America, Love it or Leave it.

I’m reading a book about the rise of Nazi Germany, and it’s making me mad. I’m sad about what Hitler and his henchmen did to Jews and gypsies and anyone who opposed them, but I’m mad that it’s happening again. Right here in the good old U.S. of A.

Vienna is rioting, Hitler said. I have to go in to restore order. The Austrians implore me.

Muslims in New Jersey celebrated as the World Trade towers collapsed, Trump said, as part of his justification for his Muslim immigration ban. We need to get those people out of here, that was his message.

Hitler burned books and imprisoned anyone who wrote the truth about what he was doing. Trump has done a pretty good job of turning many of us against the liberal media, those purveyors of FAKE NEWS. Or, as the rest of us know it: the truth.

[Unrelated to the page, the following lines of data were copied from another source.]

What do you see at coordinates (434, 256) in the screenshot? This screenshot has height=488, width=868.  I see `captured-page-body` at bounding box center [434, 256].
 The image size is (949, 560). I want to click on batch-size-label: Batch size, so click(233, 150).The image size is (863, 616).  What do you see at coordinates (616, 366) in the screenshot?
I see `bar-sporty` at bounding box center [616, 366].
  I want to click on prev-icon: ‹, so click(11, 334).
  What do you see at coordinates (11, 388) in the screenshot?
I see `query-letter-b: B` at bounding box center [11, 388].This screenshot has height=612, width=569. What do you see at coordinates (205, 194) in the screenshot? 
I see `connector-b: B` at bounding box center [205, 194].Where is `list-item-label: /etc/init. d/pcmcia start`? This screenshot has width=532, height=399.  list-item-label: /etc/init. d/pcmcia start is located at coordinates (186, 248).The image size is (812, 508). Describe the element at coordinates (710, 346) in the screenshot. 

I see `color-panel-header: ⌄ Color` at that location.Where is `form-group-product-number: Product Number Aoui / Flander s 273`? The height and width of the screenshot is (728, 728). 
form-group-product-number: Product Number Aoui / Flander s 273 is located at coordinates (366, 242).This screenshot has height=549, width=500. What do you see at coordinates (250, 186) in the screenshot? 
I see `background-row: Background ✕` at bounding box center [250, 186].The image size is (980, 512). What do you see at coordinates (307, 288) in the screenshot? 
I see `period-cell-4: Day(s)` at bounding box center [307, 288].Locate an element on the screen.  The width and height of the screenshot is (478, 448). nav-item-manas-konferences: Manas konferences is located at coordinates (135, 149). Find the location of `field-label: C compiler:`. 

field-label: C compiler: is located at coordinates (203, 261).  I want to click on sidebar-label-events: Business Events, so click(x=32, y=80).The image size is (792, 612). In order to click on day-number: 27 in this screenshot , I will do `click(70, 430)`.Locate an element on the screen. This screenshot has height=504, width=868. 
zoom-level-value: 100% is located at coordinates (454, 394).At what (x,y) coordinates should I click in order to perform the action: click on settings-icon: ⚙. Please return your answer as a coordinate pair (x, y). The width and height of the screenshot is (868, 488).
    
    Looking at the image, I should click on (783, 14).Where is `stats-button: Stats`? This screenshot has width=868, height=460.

Hitler only wanted Poland, he told the appeasers. Trump has lied about his intentions on so many fronts, it’s hard to know where to start. Here’s one that’s going to hurt a lot of people: he promised to keep healthcare protections for pre-existing conditions; now his justice department is saying they are unconstitutional.

When I was growing up in the South, it seemed like a particularly patriotic area. Big signs along the highways proclaimed our love of our country and our culture: “Impeach Earl Warren” (the author of the Supreme Court’s school-desegregation decision, a clearly un-American point of view in the south in 1954). “America, Love it or Leave it” nicely summed up a widely held sentiment.

So, I did.

Or at least I left the part of the country that I thought was still uniquely in the thrall of Jim Crow’s inability to accept the outcome of the Civil War.

I went to L.A. It was not long after the Watts Riots. Ronald Reagan was the governor. I should have realized that racism and xenophobia weren’t confined to the South, but I was young and naive and idealistic. 

Now I know. 

I never thought Trump would be elected. I thought we were better than that. So did Jon Stewart. We were both wrong.

Jon Stewart said he quit The Daily Show because he was tired of being so angry. He said watching Fox News to get material for his show was like being a “turd miner.” He said he hoped he didn’t get “turd-lung disease.”

I wish he’d hung in there. Maybe he could have kept us sane and grounded enough to not fall under Trump’s charismatic spell. I doubt it, though. Only people who already agreed with him watched his show. That and those who wanted sound bites to mock him.

Well, I’m with Jon now. I’m angry. And, like him, I’m tired of being angry, but (no offense intended to Jon, who did yeoman’s work for 15 years) I’m determined not to quit. We’ve all seen what happened when the good people of Germany stopped resisting. That’s all it takes for the cancer of hatred to spread. 

We are our body-politic’s immune system. We are weakened now, but we are not wiped out. We need to fight. We need to attack. If we don’t, our way of life will die. Just as it did in Nazi Germany. Just as it did in Fascist Italy and Spain. Just as it does whenever good people look the other way until it is too late.